Basic Forms Of Loans

Sidebar24 | Friday March 5 2010 10:03 am |

Knowing how loans work or how they could be acquired is a subject a lot of people still don’t know much about.  First-time loaners or those who have acquired several loans have either benefited from loans or suffered by getting ensnared in the debt hole. 

Loans come in two forms.  One needs collateral and one does not.  Unsecured loans are the ones that don’t need collateral and loans that do are called secured loans. 

The granting of secured loans to borrowers is feasible only if their estate gets secured against that loan.  Secured loans give lenders a smaller risk of losing because they already have something that would compensate them in case the borrower defaults on payments.  In spite of pledging your property, secured loans offer much higher amounts where it can definitely grant consumers the funding they need.

A lot of individuals assume that secured loans always have need of houses to be collateral but other forms of property can also become collateral.  In a mortgage, the house is technically both owned by you and your lender.  The same rule applies to secured car loans only this time the guarantee is the car. 

Mortgages have longer repayment terms and have a much careful security measure for both borrower and lender.  While the house is the collateral, A warranty deed is held by the borrower.  Homeowners paying their mortgage are protected by this warranty from “getting the rug pulled from their feet.”  Meaning lenders who hold the trust deed will not be able to touch it unless the borrower fails to pay the remaining mortgage balance.  The purpose of trust deeds for lenders is to allow them to make profit from the property in case the borrower fails to pay the mortgage.

Unsecured loans can be granted to borrowers without them pledging any of their assets but the amount customers can borrow is very limited compared to the amount offered by secured loans.  Other variations of loans are personal or consumer loans and business or commercial loans. 

Seeing as there’s no property on the line, unsecured loan borrowers almost have nothing to lose.  Since lenders have no form of security for them, however, a more elevated interest rate, shorter repayment period, and additional charges are put in.  Creditors also are more choosy in granting unsecured loans such as credit cards, personal loans, and the like and the foundation of granting or declining unsecured loan requests is by looking at the borrower’s credit rating.  At times lenders also ask for some form of security on the borrower’s property especially if the unsecured loan comes in the form of a business loan.  These securities come in the form of a second lien on the borrower’s home, co-signer, or surety.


__THE TASK__
Please return every record exactly as written, leaving out the pictures.

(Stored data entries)
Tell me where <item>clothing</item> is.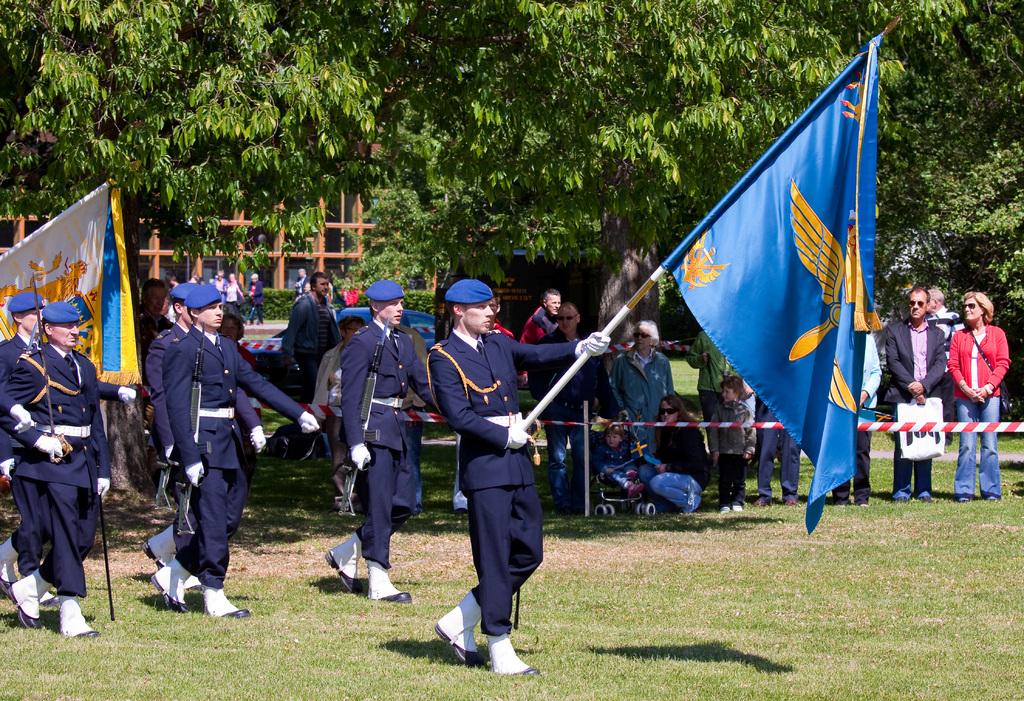
<item>clothing</item> is at BBox(161, 323, 320, 589).
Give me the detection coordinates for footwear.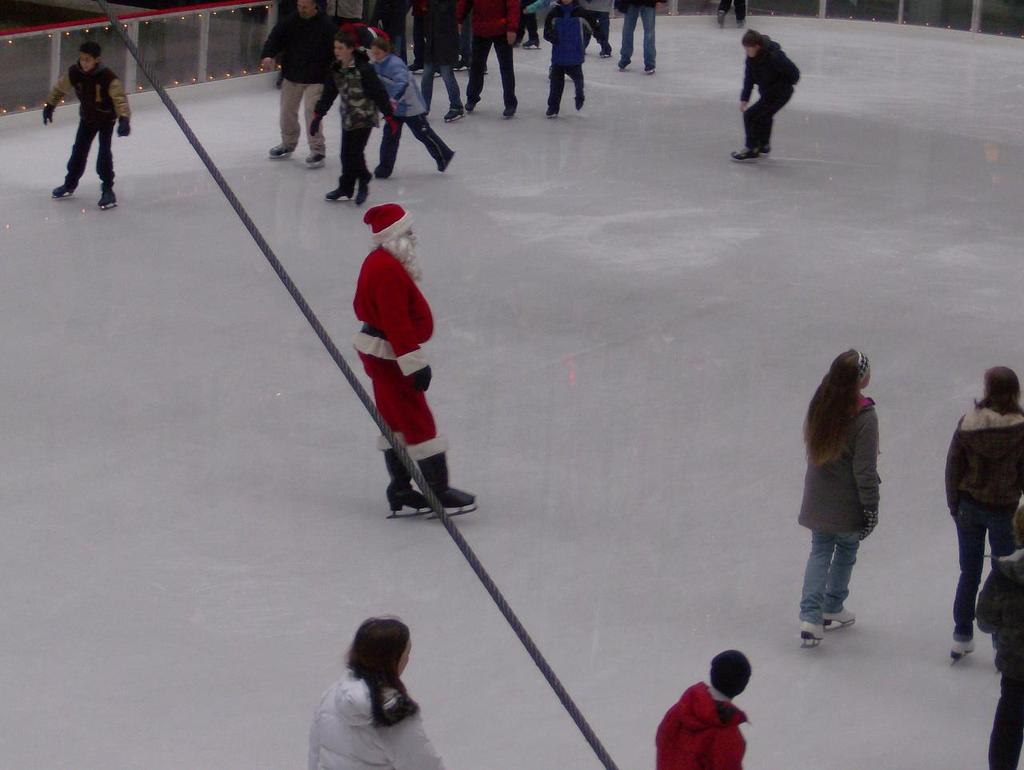
<box>327,182,348,201</box>.
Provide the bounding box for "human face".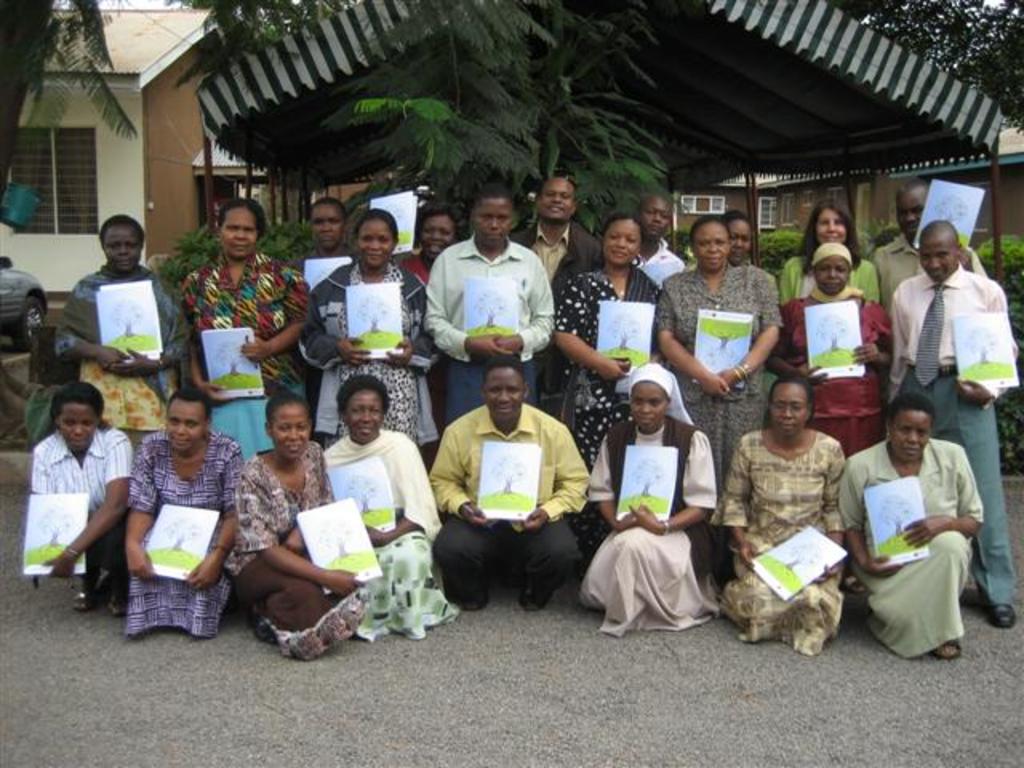
region(542, 184, 573, 221).
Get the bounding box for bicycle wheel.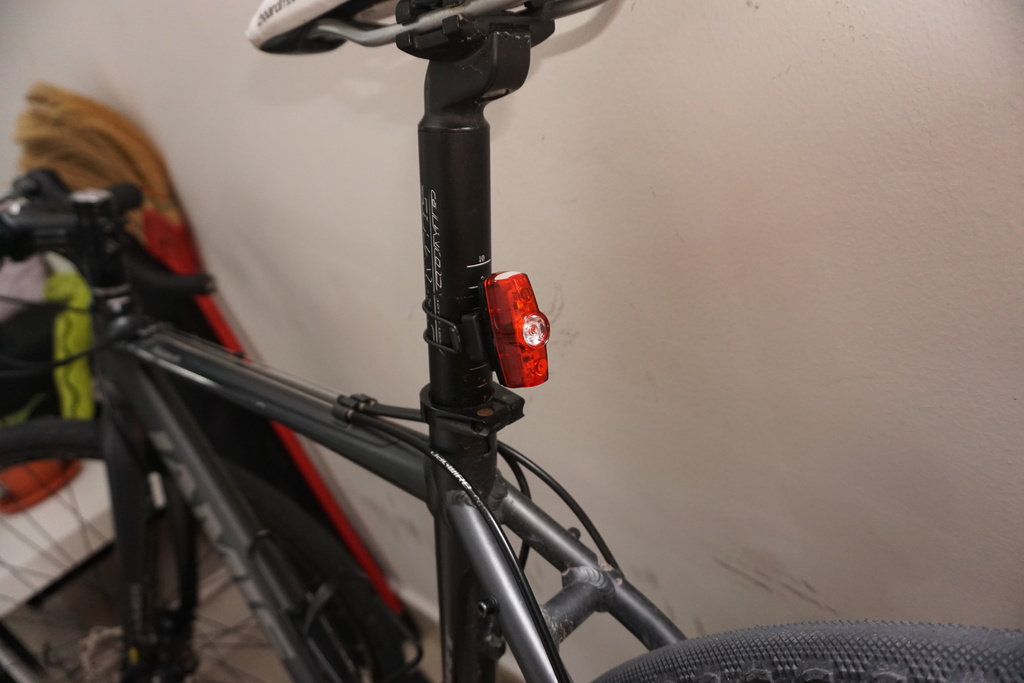
x1=0, y1=420, x2=400, y2=682.
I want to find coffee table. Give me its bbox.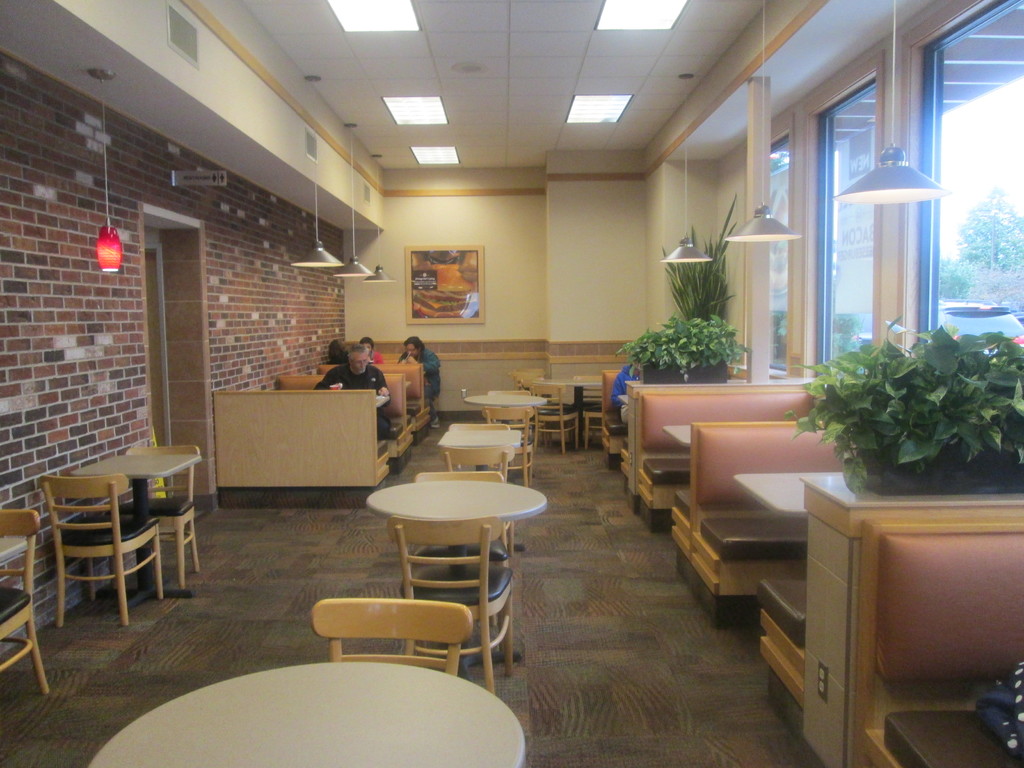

__ANSWER SECTION__
Tell me where <item>clothing</item> is.
<item>clothing</item> is at BBox(161, 323, 320, 589).
Give me the detection coordinates for footwear.
<box>327,182,348,201</box>.
Provide the bounding box for "human face".
region(542, 184, 573, 221).
Get the bounding box for bicycle wheel.
x1=0, y1=420, x2=400, y2=682.
I want to find coffee table. Give me its bbox.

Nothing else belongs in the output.